I do not necessarily endorse this breakdown or this ordering. This represents me thinking out loud.
[Google Doc version]
[Note that all of these are more-or-less top down, and focused on the individual instead the environment]
Level 1: TAPs
If there’s some behavior that you want to make habitual, the simplest thing is to set, and then train a TAP. Identify a trigger and the action with which you want to respond to that trigger, and then practice it a few times.
This is simple, direct, and can work for actions as varied as “use NVC” and “correct my posture” and “take a moment to consider the correct spelling.”
This works particularly well for “remembering problems”, in which you can and would do the action, if only it occurred to you at the right moment.
Level 2: Modifying affect / meaning
Sometimes however, you’ll have set a TAP to do something, you’ll notice the trigger, and...you just don’t feel like doing the action.
Maybe you’ve decided that you’re going to take the stairs instead of the elevator, but you look at the stairs and then take the elevator anyway. Or maybe you want to stop watching youtube, and have a TAP to open your todo list instead, but you notice...and then just keep watching youtube.
The most natural thing to do here is to adjust your associations / affect around the behavior that you want to engage in or the behavior that you want to start. You not only want the TAP to fire, reminding you of the action, but you want the feeling of the action to pull you toward it, emotionally. Or another way of saying it, you change the meaning that you assign to the behavior.
Some techniques here include:
Selectively emphasizing different elements of an experience (like the doritos example in Nate’s post here), and other kinds of reframes
Tony Robins’ process for working with “neuro associations” of asking 1) what pain has kept me from taking this action in the past, 2) what pleasure have I gotten from not taking this action in the past, 3) what will it cost me if I don’t take this action?, 4) what pleasure will it bring me if I take this action.
This here goal chaining technique,
Some more heavy-duty NLP tools.
Behaviorist conditioning (I’m weary of this one, since it seems pretty symmetric.)
Level 3: Dialogue
The above approach only has a limited range of application, in that it can only work in situations where there are degrees of freedom in one’s affect to a stimulus or situation.

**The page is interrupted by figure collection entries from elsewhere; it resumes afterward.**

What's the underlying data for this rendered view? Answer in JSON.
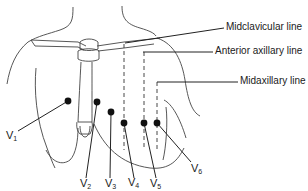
{
  "diagram": {
    "line_labels": {
      "midclavicular": "Midclavicular line",
      "anterior_axillary": "Anterior axillary line",
      "midaxillary": "Midaxillary line"
    },
    "leads": [
      {
        "id": "V1",
        "letter": "V",
        "sub": "1"
      },
      {
        "id": "V2",
        "letter": "V",
        "sub": "2"
      },
      {
        "id": "V3",
        "letter": "V",
        "sub": "3"
      },
      {
        "id": "V4",
        "letter": "V",
        "sub": "4"
      },
      {
        "id": "V5",
        "letter": "V",
        "sub": "5"
      },
      {
        "id": "V6",
        "letter": "V",
        "sub": "6"
      }
    ],
    "colors": {
      "stroke": "#333333",
      "electrode": "#111111",
      "text": "#1a1a1a"
    }
  }
}
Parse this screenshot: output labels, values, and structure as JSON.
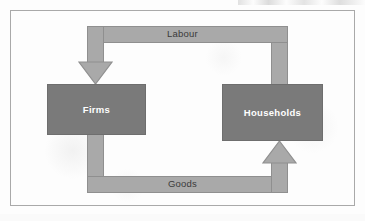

In many cases, you might go in and try to change the affect around something from the top-down, and some part of you will object, or you will temporarily change the affect, but it will get “kicked out” later.
This is because your affects are typically not arbitrary. Rather they are the result of epistemic processes that are modeling the world and the impact of circumstances on your goals.
When this is the case, you’ll need to do some form of dialogue, which either updates a model of some objecting part, or modifieds the recommended strategy / affect to accommodate the objection, or find some other third option.
This can take the form of
Focusing
IDC
IFS
CT debugging
The most extreme instance of “some part has an objection” is when there is some relevant trauma somewhere in the system. Sort of by definition, this means that you’ll have an extreme objection to some possible behavior or affect changes, because that part of the state space is marked as critically bad.
Junk Drawer
As I noted, this schema describes top-down behavior change. It does not include cases where there is a problem, but you don’t have much of a sense what the problem is and/or how to approach it. For those kinds of bugs you might instead start with Focusing, or with a noticing regime.
For related reasons, this is super not relevant to blindspots.
I’m also neglecting environmental interventions, both those that simply redirect your attention (like a TAP), and those that shift the affect around an activity (like using social pressure to get yourself to do stuff, via coworking for instance). I can’t think of an environmental version of level 3.